If there's one criticism of "Hellboy: The Crooked Man" that's nigh impossible to argue against, it's that the title attraction's role is so curiously diminished, Hellboy essentially operates as support in a movie bearing his name. Part of that has to do with the movie intentionally focusing on the situation and surroundings Hellboy lands in, not on Hellboy himself. The other part has to do with Jack Kesy being the least commanding of the three silver screen Hellboys. Beneath his makeup, Kesy has a babyface that Ron Perlman and David Harbour definitely don't have. When you watch Kesy's Hellboy chain smoke, there's a sense it's his first time inhaling a cigarette, which is one other way where he seems softer, unlike the fiery biker personality we're familiar with. His tamer take on Hellboy takes some getting used to, although he eventually settles in to earn his keep before the movie is over.

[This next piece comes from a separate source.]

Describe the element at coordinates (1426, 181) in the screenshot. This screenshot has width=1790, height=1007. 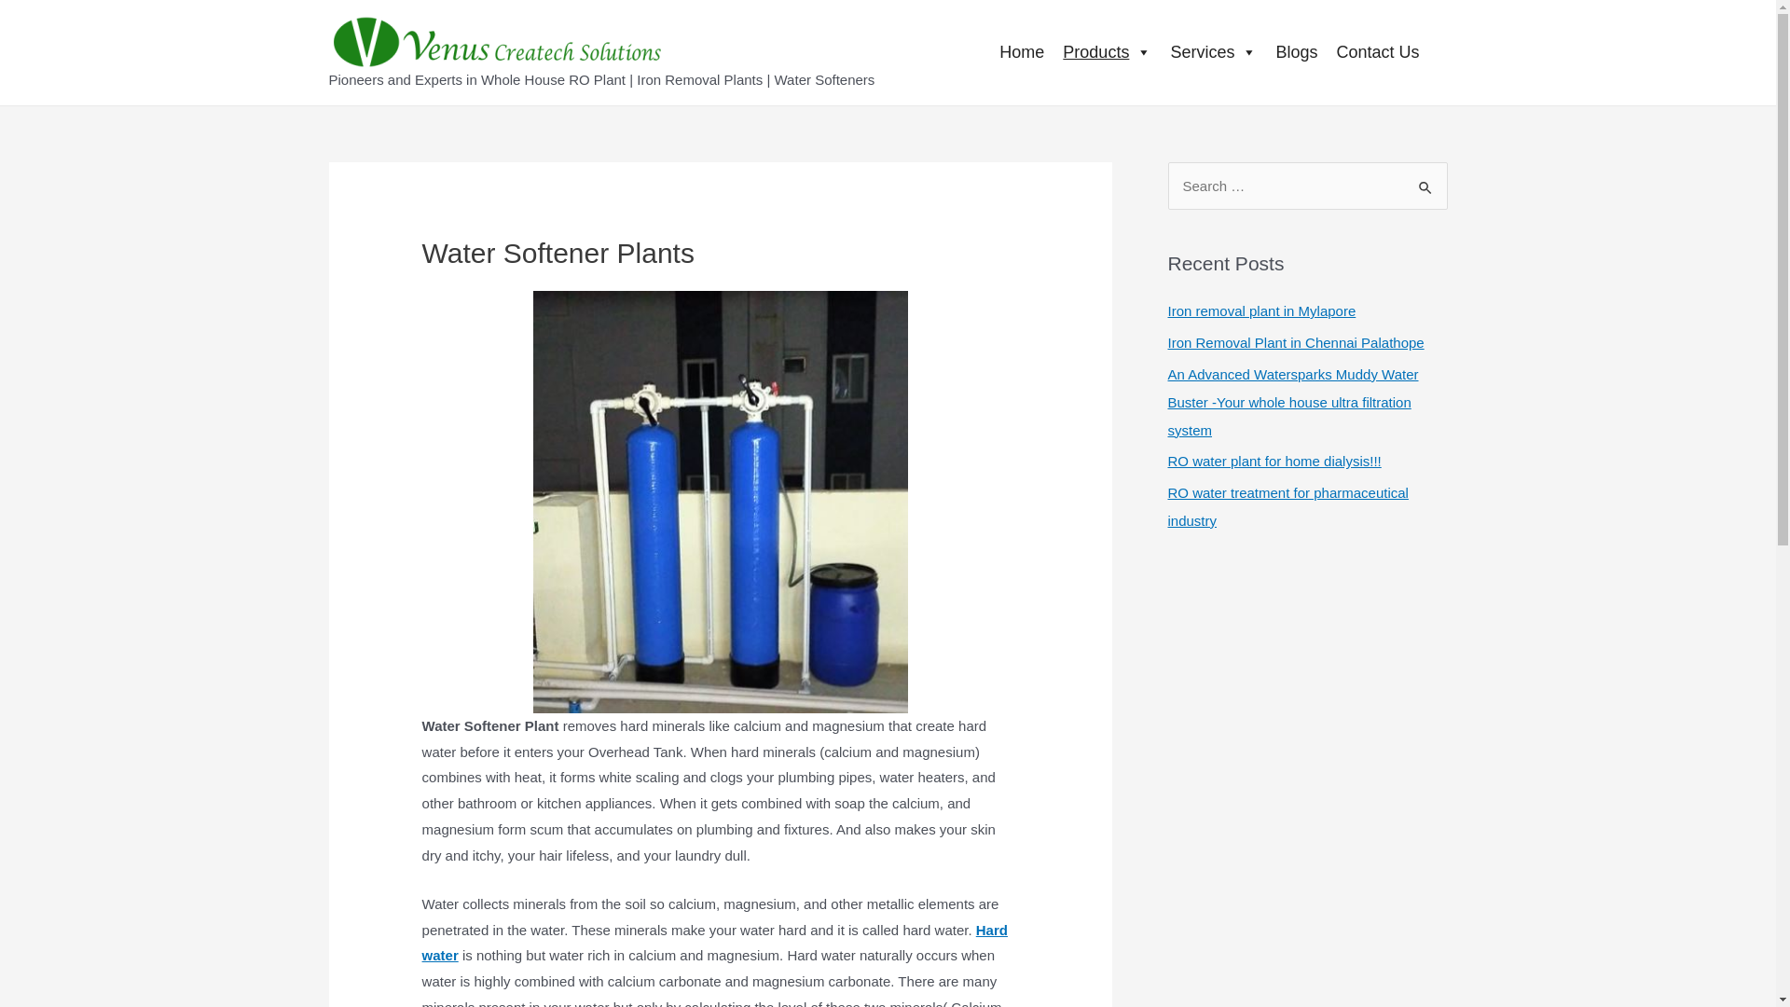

It also takes some getting used to "Hellboy: The Crooked Man's" scaled-back styling, yet once you do, the film's unsettling aura of folk horror quietly creeps up on you. Instead of vibrant superhero action, the movie delivers an unexpectedly eerie fright film, which is precisely want Mignola wants, even if Hellboy gets cut down as a character in the process. Whether the viewer wants this too is where audiences split into conflicting camps. Where one side sees a weakened film whose inferior Hellboy seems unrecognizable to them, I see a dark midnight movie that reminds me of a fitting Halloween season rental from when "DTV" didn't automatically equal "disaster." Based on everyone else's unfavorable responses, I appear to be in the minority here, but I wouldn't mind seeing more sequels strip down and dare to go in different creative directions like "Hellboy: The Crooked Man" does.
Review Score: 75
“Kraven the Hunter” might as well be renamed “Kraven the Explainer,” as it’s much more of an unnecessarily tedious origin story than an action-intensive adventure.